Originally published on Towards Data Science.

It’s really hard to build product features and internal operations tools that use machine learning to provide a tangible user value. Not just because it’s hard to work with data (it is), or because there are many frivolous uses of AI that are neat but aren’t that useful (there are), but because it’s almost never the case that you’ll have a clearly defined and circumscribed problem handed to you, and there are many unknowns outside of the purely technical aspects that could derail your project at any point. I’ve seen a lot of great articles written on the technology side providing code and advice on how to work with data and build a machine learning model, and the people side of how to hire engineers and scientists, but that’s only one part. The other part is how to steer the technology and people through the hurdles of getting this kind of work to have an impact.

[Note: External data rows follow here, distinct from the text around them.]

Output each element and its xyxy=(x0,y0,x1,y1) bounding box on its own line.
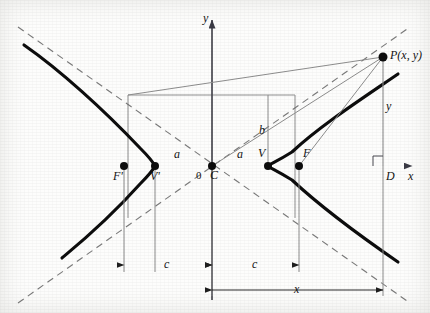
axis-label-x: x xyxy=(408,170,413,182)
origin-label: 0 xyxy=(196,170,202,181)
segment-label-a-right: a xyxy=(237,148,243,160)
segment-label-c-right: c xyxy=(252,258,257,270)
dot-vertex-right xyxy=(264,162,272,170)
center-label-c: C xyxy=(210,169,218,181)
vertex-left-label: V' xyxy=(150,170,160,182)
line-rect-corner-to-p xyxy=(128,57,383,95)
dot-focus-right xyxy=(295,162,303,170)
diagram-canvas xyxy=(0,0,430,313)
segment-label-y: y xyxy=(386,100,391,112)
right-angle-marker xyxy=(373,156,383,166)
segment-label-c-left: c xyxy=(164,258,169,270)
right-branch xyxy=(268,74,398,262)
hyperbola-figure: y x 0 C F' V' V F P(x, y) D a a b c c x … xyxy=(0,0,430,313)
focus-right-label: F xyxy=(303,147,310,159)
hyperbola-curves xyxy=(24,45,398,262)
foot-d-label: D xyxy=(386,170,395,182)
dimension-guides xyxy=(124,166,299,296)
segment-label-a-left: a xyxy=(174,148,180,160)
dot-point-p xyxy=(379,53,388,62)
line-f-to-p xyxy=(299,57,383,166)
focus-left-label: F' xyxy=(113,170,123,182)
segment-label-x: x xyxy=(294,283,299,295)
segment-label-b: b xyxy=(259,124,265,136)
axis-label-y: y xyxy=(203,12,208,24)
point-markers xyxy=(120,53,388,171)
vertex-right-label: V xyxy=(258,147,265,159)
point-p-label: P(x, y) xyxy=(390,49,422,61)
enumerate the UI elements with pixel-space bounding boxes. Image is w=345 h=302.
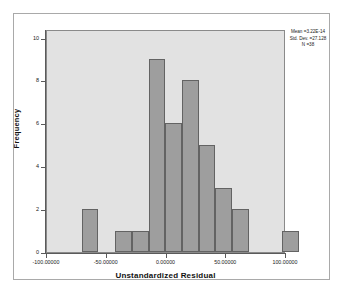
y-tick-label: 4	[22, 164, 39, 170]
y-axis-title: Frequency	[12, 84, 21, 174]
bars-layer	[47, 31, 284, 252]
histogram-bar	[149, 59, 166, 252]
histogram-bar	[82, 209, 99, 252]
histogram-figure: 0246810 -100.00000-50.000000.0000050.000…	[0, 0, 345, 302]
histogram-bar	[115, 231, 132, 252]
x-tick-label: 100.00000	[262, 260, 308, 265]
x-tick-label: -100.00000	[23, 260, 69, 265]
histogram-bar	[182, 80, 199, 252]
x-axis-title: Unstandardized Residual	[46, 271, 285, 280]
x-tick-label: 50.00000	[202, 260, 248, 265]
y-tick-mark	[41, 39, 45, 40]
x-tick-mark	[106, 254, 107, 258]
plot-area	[46, 30, 285, 253]
y-tick-mark	[41, 81, 45, 82]
stats-std-dev: Std. Dev. =27.128	[288, 36, 328, 43]
stats-annotation: Mean =3.22E-14 Std. Dev. =27.128 N =38	[288, 29, 328, 49]
x-tick-mark	[166, 254, 167, 258]
x-tick-mark	[225, 254, 226, 258]
y-tick-label: 2	[22, 207, 39, 213]
y-tick-mark	[41, 124, 45, 125]
x-tick-mark	[285, 254, 286, 258]
x-tick-mark	[46, 254, 47, 258]
y-axis-line	[45, 30, 46, 253]
histogram-bar	[232, 209, 249, 252]
stats-n: N =38	[288, 42, 328, 49]
x-tick-label: -50.00000	[83, 260, 129, 265]
histogram-bar	[282, 231, 299, 252]
histogram-bar	[199, 145, 216, 252]
y-tick-mark	[41, 253, 45, 254]
y-tick-label: 8	[22, 78, 39, 84]
histogram-bar	[165, 123, 182, 252]
histogram-bar	[215, 188, 232, 252]
y-tick-mark	[41, 167, 45, 168]
y-tick-mark	[41, 210, 45, 211]
y-tick-label: 10	[22, 36, 39, 42]
stats-mean: Mean =3.22E-14	[288, 29, 328, 36]
y-tick-label: 0	[22, 250, 39, 256]
y-tick-label: 6	[22, 121, 39, 127]
histogram-bar	[132, 231, 149, 252]
x-tick-label: 0.00000	[143, 260, 189, 265]
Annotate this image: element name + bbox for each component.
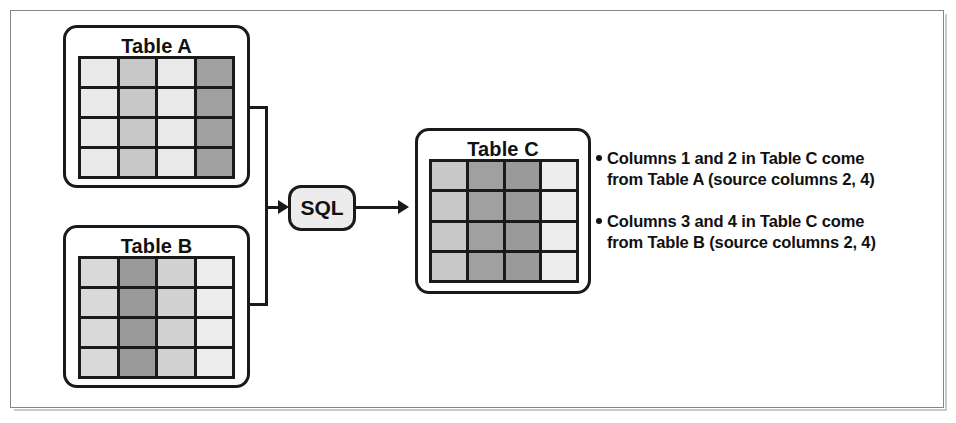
table-cell: [197, 119, 233, 146]
note-item: Columns 1 and 2 in Table C come from Tab…: [596, 148, 896, 190]
table-cell: [158, 119, 194, 146]
table-cell: [469, 162, 503, 189]
table-cell: [542, 192, 576, 219]
table-cell: [120, 149, 156, 176]
note-item: Columns 3 and 4 in Table C come from Tab…: [596, 211, 896, 253]
bullet-icon: [596, 218, 602, 224]
table-cell: [158, 89, 194, 116]
table-cell: [469, 253, 503, 280]
note-text: Columns 1 and 2 in Table C come from Tab…: [607, 149, 875, 188]
table-cell: [158, 349, 194, 376]
table-c-title: Table C: [418, 138, 588, 161]
table-cell: [432, 223, 466, 250]
table-cell: [81, 149, 117, 176]
table-cell: [469, 223, 503, 250]
note-text: Columns 3 and 4 in Table C come from Tab…: [607, 212, 876, 251]
table-cell: [81, 119, 117, 146]
table-cell: [506, 192, 540, 219]
table-b-title: Table B: [66, 235, 247, 258]
diagram-canvas: Table A Table B SQL Table C Columns 1 an…: [0, 0, 956, 423]
table-cell: [432, 192, 466, 219]
sql-label: SQL: [300, 196, 343, 220]
table-cell: [197, 349, 233, 376]
table-cell: [158, 259, 194, 286]
table-cell: [197, 319, 233, 346]
table-cell: [120, 349, 156, 376]
table-cell: [197, 89, 233, 116]
table-cell: [120, 59, 156, 86]
arrowhead-into-table-c: [398, 200, 409, 214]
table-cell: [120, 319, 156, 346]
table-cell: [469, 192, 503, 219]
table-cell: [506, 162, 540, 189]
sql-process-node[interactable]: SQL: [288, 185, 356, 231]
table-cell: [158, 289, 194, 316]
table-cell: [81, 89, 117, 116]
table-cell: [432, 253, 466, 280]
table-cell: [81, 59, 117, 86]
table-cell: [158, 149, 194, 176]
notes-list: Columns 1 and 2 in Table C come from Tab…: [596, 148, 896, 267]
table-cell: [542, 223, 576, 250]
table-cell: [120, 289, 156, 316]
table-cell: [542, 253, 576, 280]
connector-sql-to-table-c: [356, 206, 400, 209]
table-cell: [120, 89, 156, 116]
table-cell: [506, 253, 540, 280]
table-cell: [81, 349, 117, 376]
table-cell: [158, 59, 194, 86]
table-cell: [542, 162, 576, 189]
table-cell: [197, 259, 233, 286]
table-a-title: Table A: [66, 35, 247, 58]
figure-frame-shadow-right: [945, 14, 947, 410]
figure-frame-shadow-bottom: [14, 409, 947, 411]
table-cell: [197, 59, 233, 86]
table-cell: [81, 259, 117, 286]
table-cell: [81, 289, 117, 316]
table-c-grid: [429, 159, 579, 283]
table-cell: [120, 119, 156, 146]
table-cell: [81, 319, 117, 346]
table-cell: [197, 289, 233, 316]
table-cell: [432, 162, 466, 189]
bullet-icon: [596, 155, 602, 161]
table-cell: [197, 149, 233, 176]
table-cell: [158, 319, 194, 346]
table-b-grid: [78, 256, 235, 379]
table-a-grid: [78, 56, 235, 179]
table-cell: [506, 223, 540, 250]
table-cell: [120, 259, 156, 286]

Fortunately, I’ve failed to deploy AI many times and for many reasons to provide business and user value, and watched friends and colleagues from startups to Fortune 500 data science and research groups struggle with the same. Almost invariably the technology could have been valuable, and the people were competent, but what made the difference was how people were working together and what technology they were working on. In other words, I trust you can hire good technically-able people that can apply their tools well, but unless it’s the right people building the right things at the right time for the right business problem, it’s not going to matter. (Yeah, no duh, right, but it’s harder to do that than you may think).

In this post I’ve tried to consolidate learnings, reference existing articles I’ve found useful (apologies to the references I’m sure to have missed), and add some color to why building experimental products is hard, how it’s different from other engineering, what your process could look like, and where you’re likely to encounter failure points.